The tradition
Why every year
gets its own pin.
Oktoberfest began in 1810 as a horse race celebrating the marriage of Crown Prince Ludwig of Bavaria. What started as a single event became an annual tradition, and with it came the culture of commemorative pins — small cast medallions marking each year of the world's greatest folk festival.
Gaudiknopf has reproduced the official Oktoberfest pin for every year going back to 1952, recreating the original designs with the same detail and finish as the originals. These aren't generic souvenirs. Each pin is specific to its year — the design, the motifs, the typography — a faithful record of the Wiesn, year by year.
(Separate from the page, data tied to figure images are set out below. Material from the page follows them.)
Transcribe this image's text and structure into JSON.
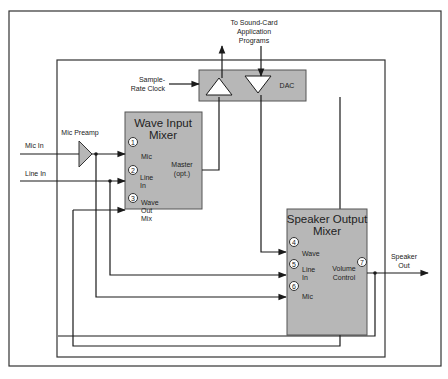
{
  "diagram": {
    "top_label": [
      "To Sound-Card",
      "Application",
      "Programs"
    ],
    "sample_rate_label": [
      "Sample-",
      "Rate Clock"
    ],
    "dac_label": "DAC",
    "mic_preamp_label": "Mic Preamp",
    "inputs": {
      "mic_in": "Mic In",
      "line_in": "Line In"
    },
    "wave_input_mixer": {
      "title": [
        "Wave Input",
        "Mixer"
      ],
      "channels": [
        {
          "num": "1",
          "label": [
            "Mic"
          ]
        },
        {
          "num": "2",
          "label": [
            "Line",
            "In"
          ]
        },
        {
          "num": "3",
          "label": [
            "Wave",
            "Out",
            "Mix"
          ]
        }
      ],
      "master_label": [
        "Master",
        "(opt.)"
      ]
    },
    "speaker_output_mixer": {
      "title": [
        "Speaker Output",
        "Mixer"
      ],
      "channels": [
        {
          "num": "4",
          "label": [
            "Wave"
          ]
        },
        {
          "num": "5",
          "label": [
            "Line",
            "In"
          ]
        },
        {
          "num": "6",
          "label": [
            "Mic"
          ]
        }
      ],
      "volume": {
        "num": "7",
        "label": [
          "Volume",
          "Control"
        ]
      }
    },
    "speaker_out_label": [
      "Speaker",
      "Out"
    ]
  },
  "colors": {
    "box_fill": "#b7b7b7",
    "line": "#1a1a1a",
    "background": "#ffffff"
  }
}
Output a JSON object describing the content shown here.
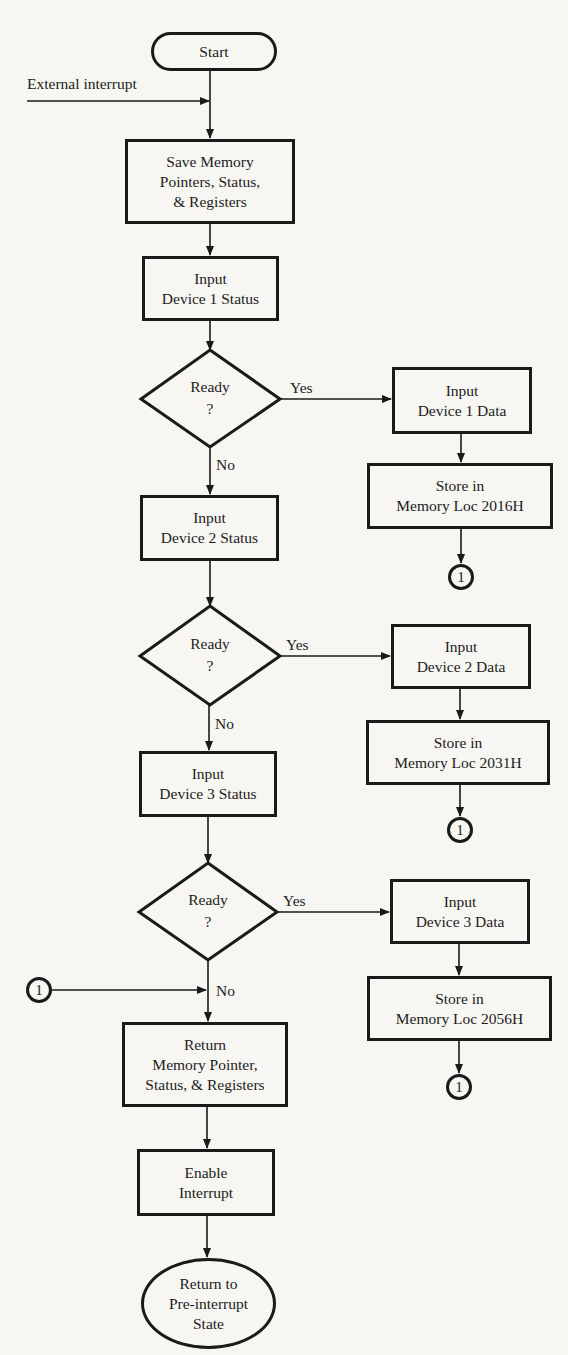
{
  "diagram": {
    "type": "flowchart",
    "colors": {
      "background": "#f7f6f2",
      "ink": "#1a1a1a"
    },
    "start": {
      "label": "Start"
    },
    "external_interrupt": {
      "label": "External interrupt"
    },
    "save": {
      "label": "Save Memory\nPointers, Status,\n& Registers"
    },
    "devices": [
      {
        "status": {
          "label": "Input\nDevice 1 Status"
        },
        "decision": {
          "label": "Ready\n?",
          "yes": "Yes",
          "no": "No"
        },
        "data": {
          "label": "Input\nDevice 1 Data"
        },
        "store": {
          "label": "Store  in\nMemory   Loc 2016H"
        },
        "connector": {
          "label": "1"
        }
      },
      {
        "status": {
          "label": "Input\nDevice 2 Status"
        },
        "decision": {
          "label": "Ready\n?",
          "yes": "Yes",
          "no": "No"
        },
        "data": {
          "label": "Input\nDevice 2 Data"
        },
        "store": {
          "label": "Store in\nMemory Loc 2031H"
        },
        "connector": {
          "label": "1"
        }
      },
      {
        "status": {
          "label": "Input\nDevice 3 Status"
        },
        "decision": {
          "label": "Ready\n?",
          "yes": "Yes",
          "no": "No"
        },
        "data": {
          "label": "Input\nDevice 3 Data"
        },
        "store": {
          "label": "Store  in\nMemory  Loc 2056H"
        },
        "connector": {
          "label": "1"
        }
      }
    ],
    "merge_connector": {
      "label": "1"
    },
    "restore": {
      "label": "Return\nMemory Pointer,\nStatus, & Registers"
    },
    "enable": {
      "label": "Enable\nInterrupt"
    },
    "end": {
      "label": "Return to\nPre-interrupt\nState"
    }
  }
}
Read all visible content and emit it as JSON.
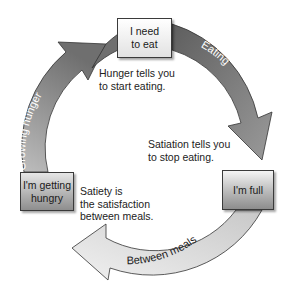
{
  "diagram": {
    "type": "cycle",
    "stages": [
      {
        "id": "need",
        "label": "I need to eat",
        "line1": "I need",
        "line2": "to eat"
      },
      {
        "id": "full",
        "label": "I'm full"
      },
      {
        "id": "hungry",
        "label": "I'm getting hungry",
        "line1": "I'm getting",
        "line2": "hungry"
      }
    ],
    "arcs": [
      {
        "label": "Eating",
        "from": "need",
        "to": "full",
        "color": "#7d7d7d"
      },
      {
        "label": "Between meals",
        "from": "full",
        "to": "hungry",
        "color": "#e0e0e0"
      },
      {
        "label": "Growing hunger",
        "from": "hungry",
        "to": "need",
        "color": "#9a9a9a"
      }
    ],
    "notes": {
      "hunger": {
        "line1": "Hunger tells you",
        "line2": "to start eating."
      },
      "satiation": {
        "line1": "Satiation tells you",
        "line2": "to stop eating."
      },
      "satiety": {
        "line1": "Satiety is",
        "line2": "the satisfaction",
        "line3": "between meals."
      }
    }
  }
}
For Germans and German-Americans who want a piece of the real thing, there's nothing more authentic.
A few notable years
Over seven decades
of the Wiesn.
1952
The series begins. Post-war Munich rebuilding its identity. Oktoberfest returns to full scale. The first commemorative pin is struck.
1960s
The festival expands internationally. German-American communities across the US begin hosting their own Oktoberfests, carrying the pin tradition with them.
1980
170th anniversary. One of the most collected pins in the series — the design reflects the milestone with special Bavarian motifs.
2020
The year it didn't happen. No Oktoberfest was held — the only cancellation since WWII. The 2020 pin exists as a rare collector's piece marking the absence.